The Queue is a thread-safe tool (implemented with some behind-the-scenes synchronization primitives) that can be used like a traditional multi-processing semaphore with just a hint of imagination. And it comes preloaded by default, at least in ruby v3:
#!/usr/bin/ruby
# hold_your_horses.rb
q = Queue.new
wait_thread = Thread.new{
puts "Wait for it ..."
q.pop
puts "... BOOM!"
}
sleep 1
puts "... click, click ..."
q.push nil
wait_thread.join
And can be demonstrated simply enough:
user#host:~/scripts$ ruby hold_your_horses.rb
Wait for it ...
... click, click ...
... BOOM!
The docs for ruby v3.1 say a Queue can be initialized with an enumerable object to set up initial contents but that wasn't available in my v3.0. But if you want a semaphore with, say, 7 permits, it's easy to stuff the box with something like:
q = Queue.new
7.times{ q.push nil }
I used the Queue to implement baton-passing between some worker-threads:
class WaitForBaton
def initialize
#q = Queue.new
end
def pass_baton
#q.push nil
sleep 0.0
end
def wait_for_baton
#q.pop
end
end
So that thread task_master could perform steps one and three with thread little_helper stepping in at the appropriate time to handle step two:
baton = WaitForBaton.new
task_master = Thread.new{
step_one(ARGV[0])
baton.pass_baton
baton.wait_for_baton
step_three(logfile)
}
little_helper = Thread.new{
baton.wait_for_baton
step_two(ARGV[1])
baton.pass_baton
}
task_master.join
little_helper.join
Note that the sleep 0.0 in the .pass_baton method of my WaitForBaton class is necessary to prevent task_master from passing the baton to itself: unless thread scheduling happens to jump away from task_master right after baton.pass_baton, the very next thing that happens is task_master's baton.wait_for_baton - which takes the baton right back again. sleep 0.0 explicitly cedes execution to any other threads that might be waiting to run (and, in this case, blocking on the underlying Queue).
Ceding execution is not the default behavior because this is a somewhat unusual usage of semaphore technology - imagine that task_master could be generating many tasks for little_helpers to do and task_master can efficiently get right back to generating tasks right after passing a task off through a Thread::Queue's .push([object]) method.

Coding Style: lock/unlock internal or external?

Another possibly inane style question:
How should concurrency be locked? Should the executor or caller be responsible for locking the thread?
e.g. in no particular language...
Caller::callAnotherThread() {
_executor.method();
}
Executor::method() {
_lock();
doSomething();
_unlock();
}
OR
Caller::callAnotherThread() {
_executor.lock()
_executor.method();
_executor.unlock()
}
Executor::method() {
doSomething();
}
I know little about threading and locking, so I want to make sure the code is robust.
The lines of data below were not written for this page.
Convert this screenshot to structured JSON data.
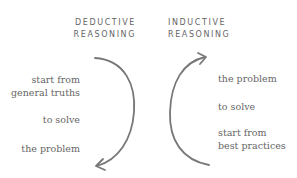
{
  "deductive": {
    "title_line1": "DEDUCTIVE",
    "title_line2": "REASONING",
    "steps": [
      {
        "line1": "start from",
        "line2": "general truths"
      },
      {
        "line1": "to solve"
      },
      {
        "line1": "the problem"
      }
    ],
    "arrow_direction": "top-to-bottom"
  },
  "inductive": {
    "title_line1": "INDUCTIVE",
    "title_line2": "REASONING",
    "steps": [
      {
        "line1": "the problem"
      },
      {
        "line1": "to solve"
      },
      {
        "line1": "start from",
        "line2": "best practices"
      }
    ],
    "arrow_direction": "bottom-to-top"
  },
  "colors": {
    "text": "#666666",
    "arrow": "#777777",
    "background": "#ffffff"
  }
}
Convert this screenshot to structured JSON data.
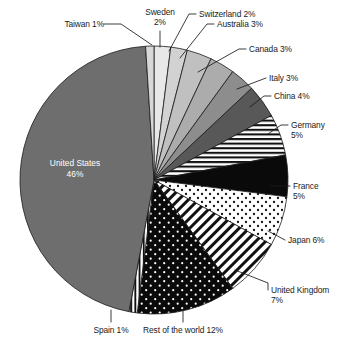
{
  "chart_data": {
    "type": "pie",
    "title": "",
    "subtitle": "",
    "xlabel": "",
    "ylabel": "",
    "legend_position": "none",
    "grid": false,
    "units": "percent",
    "start_angle_deg": 0,
    "direction": "clockwise",
    "categories": [
      "Sweden",
      "Switzerland",
      "Australia",
      "Canada",
      "Italy",
      "China",
      "Germany",
      "France",
      "Japan",
      "United Kingdom",
      "Rest of the world",
      "Spain",
      "United States",
      "Taiwan"
    ],
    "values": [
      2,
      2,
      3,
      3,
      3,
      4,
      5,
      5,
      6,
      7,
      12,
      1,
      46,
      1
    ],
    "slices": [
      {
        "name": "Sweden",
        "value": 2,
        "label": "Sweden",
        "percent": "2%",
        "label_text": "Sweden 2%",
        "fill": "#e8e8e8",
        "pattern": "solid"
      },
      {
        "name": "Switzerland",
        "value": 2,
        "label": "Switzerland",
        "percent": "2%",
        "label_text": "Switzerland 2%",
        "fill": "#d2d2d2",
        "pattern": "solid"
      },
      {
        "name": "Australia",
        "value": 3,
        "label": "Australia",
        "percent": "3%",
        "label_text": "Australia 3%",
        "fill": "#c0c0c0",
        "pattern": "solid"
      },
      {
        "name": "Canada",
        "value": 3,
        "label": "Canada",
        "percent": "3%",
        "label_text": "Canada 3%",
        "fill": "#acacac",
        "pattern": "solid"
      },
      {
        "name": "Italy",
        "value": 3,
        "label": "Italy",
        "percent": "3%",
        "label_text": "Italy 3%",
        "fill": "#8d8d8d",
        "pattern": "solid"
      },
      {
        "name": "China",
        "value": 4,
        "label": "China",
        "percent": "4%",
        "label_text": "China 4%",
        "fill": "#585858",
        "pattern": "solid"
      },
      {
        "name": "Germany",
        "value": 5,
        "label": "Germany",
        "percent": "5%",
        "label_text": "Germany 5%",
        "fill": "#ffffff",
        "pattern": "horizontal-stripes"
      },
      {
        "name": "France",
        "value": 5,
        "label": "France",
        "percent": "5%",
        "label_text": "France 5%",
        "fill": "#0a0a0a",
        "pattern": "solid"
      },
      {
        "name": "Japan",
        "value": 6,
        "label": "Japan",
        "percent": "6%",
        "label_text": "Japan 6%",
        "fill": "#ffffff",
        "pattern": "black-dots"
      },
      {
        "name": "United Kingdom",
        "value": 7,
        "label": "United Kingdom",
        "percent": "7%",
        "label_text": "United Kingdom 7%",
        "fill": "#ffffff",
        "pattern": "diagonal-hatch"
      },
      {
        "name": "Rest of the world",
        "value": 12,
        "label": "Rest of the world",
        "percent": "12%",
        "label_text": "Rest of the world 12%",
        "fill": "#0a0a0a",
        "pattern": "white-dots"
      },
      {
        "name": "Spain",
        "value": 1,
        "label": "Spain",
        "percent": "1%",
        "label_text": "Spain 1%",
        "fill": "#ffffff",
        "pattern": "vertical-stripes"
      },
      {
        "name": "United States",
        "value": 46,
        "label": "United States",
        "percent": "46%",
        "label_text": "United States 46%",
        "fill": "#6e6e6e",
        "pattern": "solid"
      },
      {
        "name": "Taiwan",
        "value": 1,
        "label": "Taiwan",
        "percent": "1%",
        "label_text": "Taiwan 1%",
        "fill": "#d8d8d8",
        "pattern": "solid"
      }
    ]
  },
  "labels": {
    "taiwan": "Taiwan 1%",
    "sweden_l1": "Sweden",
    "sweden_l2": "2%",
    "switzerland": "Switzerland 2%",
    "australia": "Australia 3%",
    "canada": "Canada 3%",
    "italy": "Italy 3%",
    "china": "China 4%",
    "germany_l1": "Germany",
    "germany_l2": "5%",
    "france_l1": "France",
    "france_l2": "5%",
    "japan": "Japan 6%",
    "united_kingdom_l1": "United Kingdom",
    "united_kingdom_l2": "7%",
    "rest_of_world": "Rest of the world 12%",
    "spain": "Spain 1%",
    "united_states_l1": "United States",
    "united_states_l2": "46%"
  },
  "colors": {
    "background": "#ffffff",
    "text": "#1a1a1a",
    "inside_text": "#ffffff",
    "leader_line": "#1a1a1a",
    "slice_outline": "#1a1a1a"
  }
}
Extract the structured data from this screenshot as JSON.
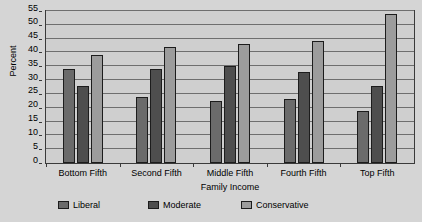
{
  "chart_data": {
    "type": "bar",
    "title": "",
    "xlabel": "Family Income",
    "ylabel": "Percent",
    "categories": [
      "Bottom Fifth",
      "Second Fifth",
      "Middle Fifth",
      "Fourth Fifth",
      "Top Fifth"
    ],
    "series": [
      {
        "name": "Liberal",
        "color": "#6b6b6b",
        "values": [
          34,
          24,
          22.5,
          23,
          19
        ]
      },
      {
        "name": "Moderate",
        "color": "#4e4e4e",
        "values": [
          28,
          34,
          35,
          33,
          28
        ]
      },
      {
        "name": "Conservative",
        "color": "#9c9c9c",
        "values": [
          39,
          42,
          43,
          44,
          54
        ]
      }
    ],
    "ylim": [
      0,
      55
    ],
    "yticks": [
      0,
      5,
      10,
      15,
      20,
      25,
      30,
      35,
      40,
      45,
      50,
      55
    ],
    "grid": true,
    "legend_position": "bottom"
  }
}
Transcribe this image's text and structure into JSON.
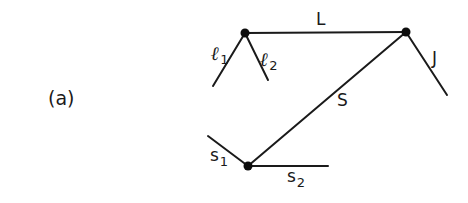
{
  "figure": {
    "panel_label": "(a)",
    "colors": {
      "ink": "#1a1a1a",
      "background": "#ffffff"
    },
    "nodes": [
      {
        "id": "left-top",
        "x": 245,
        "y": 33
      },
      {
        "id": "right-top",
        "x": 406,
        "y": 32
      },
      {
        "id": "bottom",
        "x": 248,
        "y": 166
      }
    ],
    "edges": [
      {
        "id": "L",
        "label": "L",
        "from": [
          245,
          33
        ],
        "to": [
          406,
          32
        ]
      },
      {
        "id": "S",
        "label": "S",
        "from": [
          248,
          166
        ],
        "to": [
          406,
          32
        ]
      },
      {
        "id": "J",
        "label": "J",
        "from": [
          406,
          32
        ],
        "to": [
          447,
          95
        ]
      },
      {
        "id": "l1",
        "label_main": "ℓ",
        "label_sub": "1",
        "from": [
          245,
          33
        ],
        "to": [
          213,
          86
        ]
      },
      {
        "id": "l2",
        "label_main": "ℓ",
        "label_sub": "2",
        "from": [
          245,
          33
        ],
        "to": [
          268,
          80
        ]
      },
      {
        "id": "s1",
        "label_main": "s",
        "label_sub": "1",
        "from": [
          208,
          136
        ],
        "to": [
          248,
          166
        ]
      },
      {
        "id": "s2",
        "label_main": "s",
        "label_sub": "2",
        "from": [
          248,
          166
        ],
        "to": [
          328,
          166
        ]
      }
    ]
  }
}
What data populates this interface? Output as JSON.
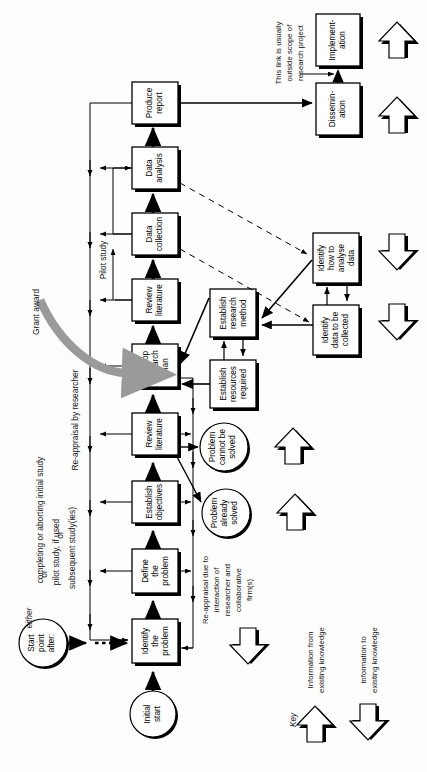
{
  "diagram": {
    "orientation": "rotated-90-counterclockwise",
    "colors": {
      "ink": "#000000",
      "paper": "#fdfdfd",
      "shadow": "#000000",
      "grant_arrow": "#9a9a9a"
    },
    "main_chain": [
      {
        "id": "initial-start",
        "shape": "circle",
        "label": "Initial\nstart",
        "lines": [
          "Initial",
          "start"
        ]
      },
      {
        "id": "identify-the-problem",
        "shape": "box",
        "lines": [
          "Identify",
          "the",
          "problem"
        ]
      },
      {
        "id": "define-the-problem",
        "shape": "box",
        "lines": [
          "Define",
          "the",
          "problem"
        ]
      },
      {
        "id": "establish-objectives",
        "shape": "box",
        "lines": [
          "Establish",
          "objectives"
        ]
      },
      {
        "id": "review-literature-1",
        "shape": "box",
        "lines": [
          "Review",
          "literature"
        ]
      },
      {
        "id": "develop-research-plan",
        "shape": "box",
        "lines": [
          "Develop",
          "research",
          "plan"
        ]
      },
      {
        "id": "review-literature-2",
        "shape": "box",
        "lines": [
          "Review",
          "literature"
        ]
      },
      {
        "id": "data-collection",
        "shape": "box",
        "lines": [
          "Data",
          "collection"
        ]
      },
      {
        "id": "data-analysis",
        "shape": "box",
        "lines": [
          "Data",
          "analysis"
        ]
      },
      {
        "id": "produce-report",
        "shape": "box",
        "lines": [
          "Produce",
          "report"
        ]
      }
    ],
    "side_boxes": [
      {
        "id": "establish-research-method",
        "lines": [
          "Establish",
          "research",
          "method"
        ]
      },
      {
        "id": "establish-resources-required",
        "lines": [
          "Establish",
          "resources",
          "required"
        ]
      },
      {
        "id": "identify-how-to-analyse-data",
        "lines": [
          "Identify",
          "how to",
          "analyse",
          "data"
        ]
      },
      {
        "id": "identify-data-to-be-collected",
        "lines": [
          "Identify",
          "data to be",
          "collected"
        ]
      },
      {
        "id": "dissemination",
        "lines": [
          "Dissemin-",
          "ation"
        ]
      },
      {
        "id": "implementation",
        "lines": [
          "Implement-",
          "ation"
        ]
      }
    ],
    "terminators": [
      {
        "id": "problem-cannot-be-solved",
        "lines": [
          "Problem",
          "cannot be",
          "solved"
        ]
      },
      {
        "id": "problem-already-solved",
        "lines": [
          "Problem",
          "already",
          "solved"
        ]
      },
      {
        "id": "start-point-after",
        "lines": [
          "Start",
          "point",
          "after:"
        ]
      }
    ],
    "annotations": {
      "start_point_either": "either",
      "start_point_or_1": "or",
      "start_point_or_2": "or",
      "start_point_option_1": "completing or aborting initial study",
      "start_point_option_2": "pilot study, if used",
      "start_point_option_3": "subsequent study(ies)",
      "reappraisal_by_researcher": "Re-appraisal by researcher",
      "reappraisal_interaction": [
        "Re-appraisal due to",
        "interaction of",
        "researcher and",
        "collaborative",
        "firm(s)"
      ],
      "pilot_study": "Pilot study",
      "grant_award": "Grant award",
      "outside_scope": [
        "This link is usually",
        "outside scope of",
        "research project"
      ]
    },
    "key": {
      "title": "Key",
      "entries": [
        {
          "id": "info-from-existing-knowledge",
          "label": [
            "Information from",
            "existing knowledge"
          ],
          "direction": "from"
        },
        {
          "id": "info-to-existing-knowledge",
          "label": [
            "Information to",
            "existing knowledge"
          ],
          "direction": "to"
        }
      ]
    }
  }
}
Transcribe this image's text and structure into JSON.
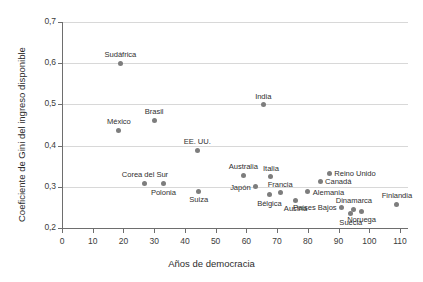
{
  "chart_data": {
    "type": "scatter",
    "title": "",
    "xlabel": "Años de democracia",
    "ylabel": "Coeficiente de Gini del ingreso disponible",
    "xlim": [
      0,
      110
    ],
    "ylim": [
      0.2,
      0.7
    ],
    "grid": "horizontal",
    "legend": "none",
    "marker_color": "#7d7d7d",
    "gridline_color": "#d8d8d8",
    "axis_color": "#6e6e6e",
    "xticks": [
      "0",
      "10",
      "20",
      "30",
      "40",
      "50",
      "60",
      "70",
      "80",
      "90",
      "100",
      "110"
    ],
    "xtick_values": [
      0,
      10,
      20,
      30,
      40,
      50,
      60,
      70,
      80,
      90,
      100,
      110
    ],
    "yticks": [
      "0,2",
      "0,3",
      "0,4",
      "0,5",
      "0,6",
      "0,7"
    ],
    "ytick_values": [
      0.2,
      0.3,
      0.4,
      0.5,
      0.6,
      0.7
    ],
    "points": [
      {
        "label": "Sudáfrica",
        "x": 19,
        "y": 0.6,
        "label_pos": "above"
      },
      {
        "label": "India",
        "x": 65.5,
        "y": 0.499,
        "label_pos": "above"
      },
      {
        "label": "Brasil",
        "x": 30,
        "y": 0.462,
        "label_pos": "above"
      },
      {
        "label": "México",
        "x": 18.5,
        "y": 0.437,
        "label_pos": "above"
      },
      {
        "label": "EE. UU.",
        "x": 44,
        "y": 0.389,
        "label_pos": "above"
      },
      {
        "label": "Reino Unido",
        "x": 87,
        "y": 0.333,
        "label_pos": "right"
      },
      {
        "label": "Australia",
        "x": 59,
        "y": 0.328,
        "label_pos": "above"
      },
      {
        "label": "Italia",
        "x": 68,
        "y": 0.325,
        "label_pos": "above"
      },
      {
        "label": "Canadá",
        "x": 84,
        "y": 0.313,
        "label_pos": "right"
      },
      {
        "label": "Corea del Sur",
        "x": 27,
        "y": 0.309,
        "label_pos": "above"
      },
      {
        "label": "Polonia",
        "x": 33,
        "y": 0.307,
        "label_pos": "below"
      },
      {
        "label": "Japón",
        "x": 63,
        "y": 0.3,
        "label_pos": "left"
      },
      {
        "label": "Suiza",
        "x": 44.5,
        "y": 0.289,
        "label_pos": "below"
      },
      {
        "label": "Alemania",
        "x": 80,
        "y": 0.288,
        "label_pos": "right"
      },
      {
        "label": "Francia",
        "x": 71,
        "y": 0.285,
        "label_pos": "above"
      },
      {
        "label": "Bélgica",
        "x": 67.5,
        "y": 0.281,
        "label_pos": "below"
      },
      {
        "label": "Austria",
        "x": 76,
        "y": 0.267,
        "label_pos": "below"
      },
      {
        "label": "Finlandia",
        "x": 109,
        "y": 0.258,
        "label_pos": "above"
      },
      {
        "label": "Países Bajos",
        "x": 91,
        "y": 0.25,
        "label_pos": "left"
      },
      {
        "label": "Dinamarca",
        "x": 95,
        "y": 0.245,
        "label_pos": "above"
      },
      {
        "label": "Noruega",
        "x": 97.5,
        "y": 0.241,
        "label_pos": "below"
      },
      {
        "label": "Suecia",
        "x": 94,
        "y": 0.234,
        "label_pos": "below"
      }
    ]
  }
}
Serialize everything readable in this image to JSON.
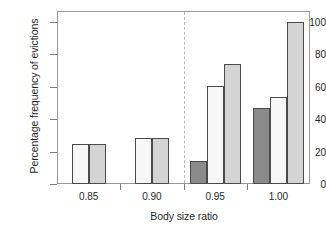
{
  "chart_data": {
    "type": "bar",
    "title": "",
    "xlabel": "Body size ratio",
    "ylabel": "Percentage frequency of evictions",
    "categories": [
      "0.85",
      "0.90",
      "0.95",
      "1.00"
    ],
    "ylim": [
      0,
      100
    ],
    "yticks": [
      0,
      20,
      40,
      60,
      80,
      100
    ],
    "ytick_labels": [
      "0",
      "20",
      "40",
      "60",
      "80",
      "100"
    ],
    "grid": false,
    "legend": "none",
    "series": [
      {
        "name": "dark-gray",
        "color": "#8a8a8a",
        "values": [
          null,
          null,
          14,
          47
        ]
      },
      {
        "name": "near-white",
        "color": "#f7f7f7",
        "values": [
          25,
          28.5,
          60.5,
          53.5
        ]
      },
      {
        "name": "light-gray",
        "color": "#d4d4d4",
        "values": [
          25,
          28.5,
          74,
          100
        ]
      }
    ],
    "annotations": [
      {
        "name": "vertical-dashed-separator",
        "type": "vline",
        "x_between": [
          "0.90",
          "0.95"
        ],
        "style": "dashed",
        "color": "#b9b9b9"
      }
    ],
    "axis_color": "#9a9a9a",
    "bar_edge_color": "#4a4a4a",
    "background": "#ffffff"
  }
}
The second method allows thread unsafe calls... you could technically call _executor.method() without performing any kind of lock.
Help?
Thanks,
The callee, not the caller should do the locking. The callee is the only one who knows what needs to be synchronized and the only one who can ensure that it is. If you leave locking up to the callers, you do three bad things:
You increase the burden on users of your function/class, increasing design viscosity.
You make it possible for callers to update shared state without taking the lock.
You introduce the possibility of deadlocks if different functions take multiple locks in different order.
If you use locks internally, you have to note it on manual documentation. Or your code will bottleneck of parallel execution, and users will be hard to know the truth.
We are learning that external locking offers advantages if you need to do several interrelated granular operations at once, or work with a reference to an internal structure - you can hold a lock as long as you need your set of work to be safe from other threads.
An example: A container that manages a list of items might want to provide an api to get a mutable reference to one item. Without external locking, as soon as the function call finishes, another thread could potentially lock and mutate data. A plausible solution is to return a copy of the one item, but this is inefficient.
That being said, for some cases, internal locking can have a cleaner api, provided you can be sure that you won't want to preserve a lock longer than one function call.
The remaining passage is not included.